__ENTRIES SHOWN__
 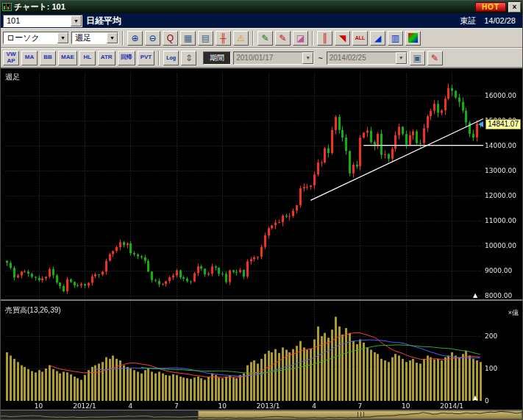 What do you see at coordinates (262, 415) in the screenshot?
I see `range-scrollbar` at bounding box center [262, 415].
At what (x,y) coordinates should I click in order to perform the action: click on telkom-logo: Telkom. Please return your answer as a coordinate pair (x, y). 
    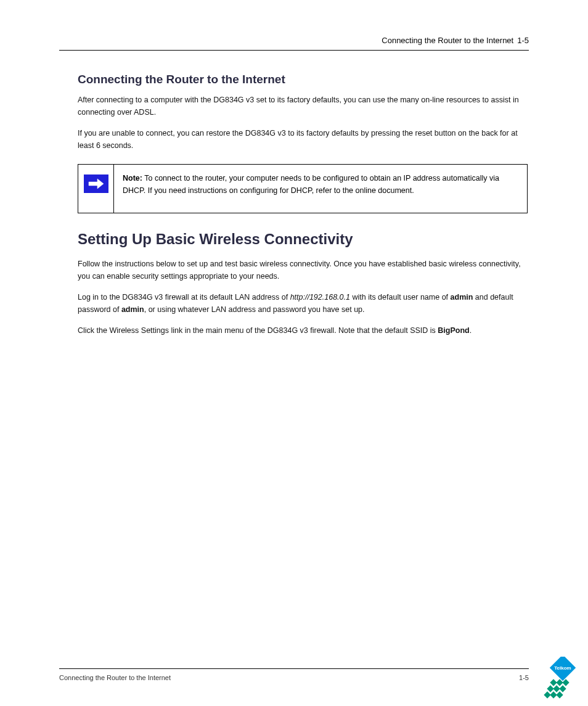
    Looking at the image, I should click on (563, 679).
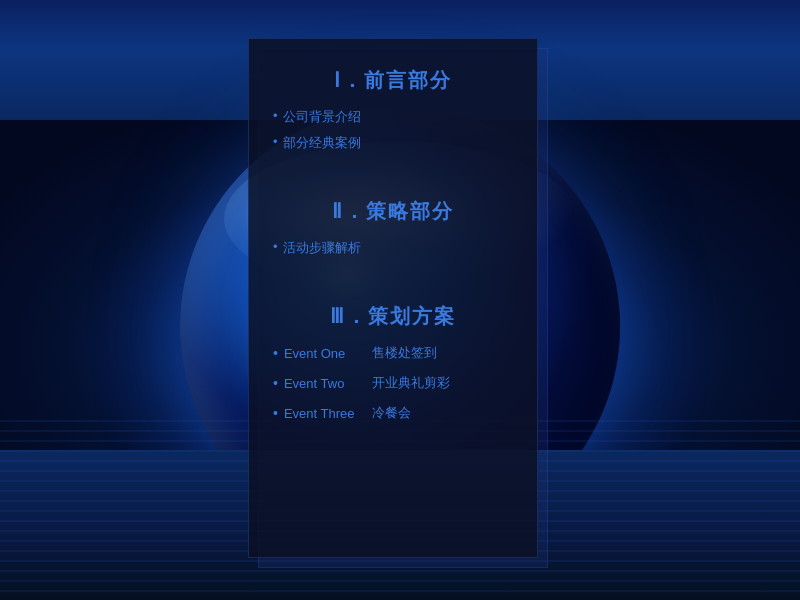  What do you see at coordinates (393, 117) in the screenshot?
I see `list-item: 公司背景介绍` at bounding box center [393, 117].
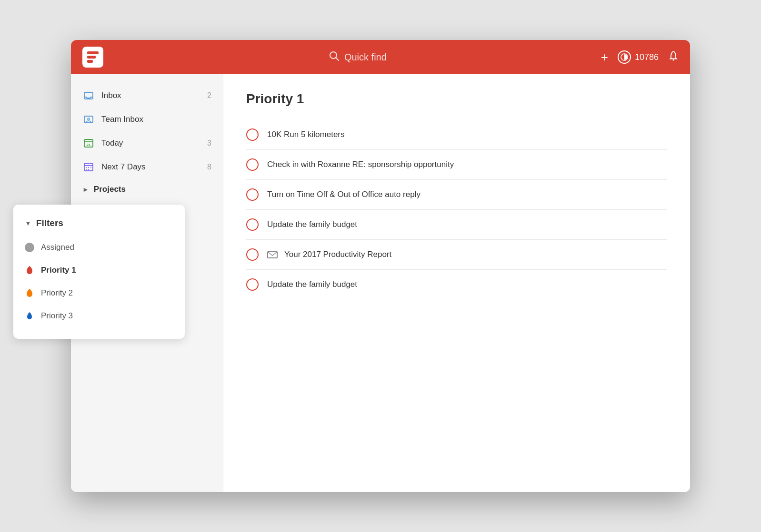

__WHAT IS BEING ASKED__
All lines from the one containing "At what (x,y)" through the end of the data are to be written out exactly, with nothing added; skip the pictures.

__RESULT OF THE EXERCISE__
At what (x,y) coordinates should I click in order to perform the action: click on telkom-logo: Telkom. Please return your answer as a coordinate pair (x, y). 
    Looking at the image, I should click on (563, 679).
  What do you see at coordinates (393, 117) in the screenshot?
I see `list-item: 公司背景介绍` at bounding box center [393, 117].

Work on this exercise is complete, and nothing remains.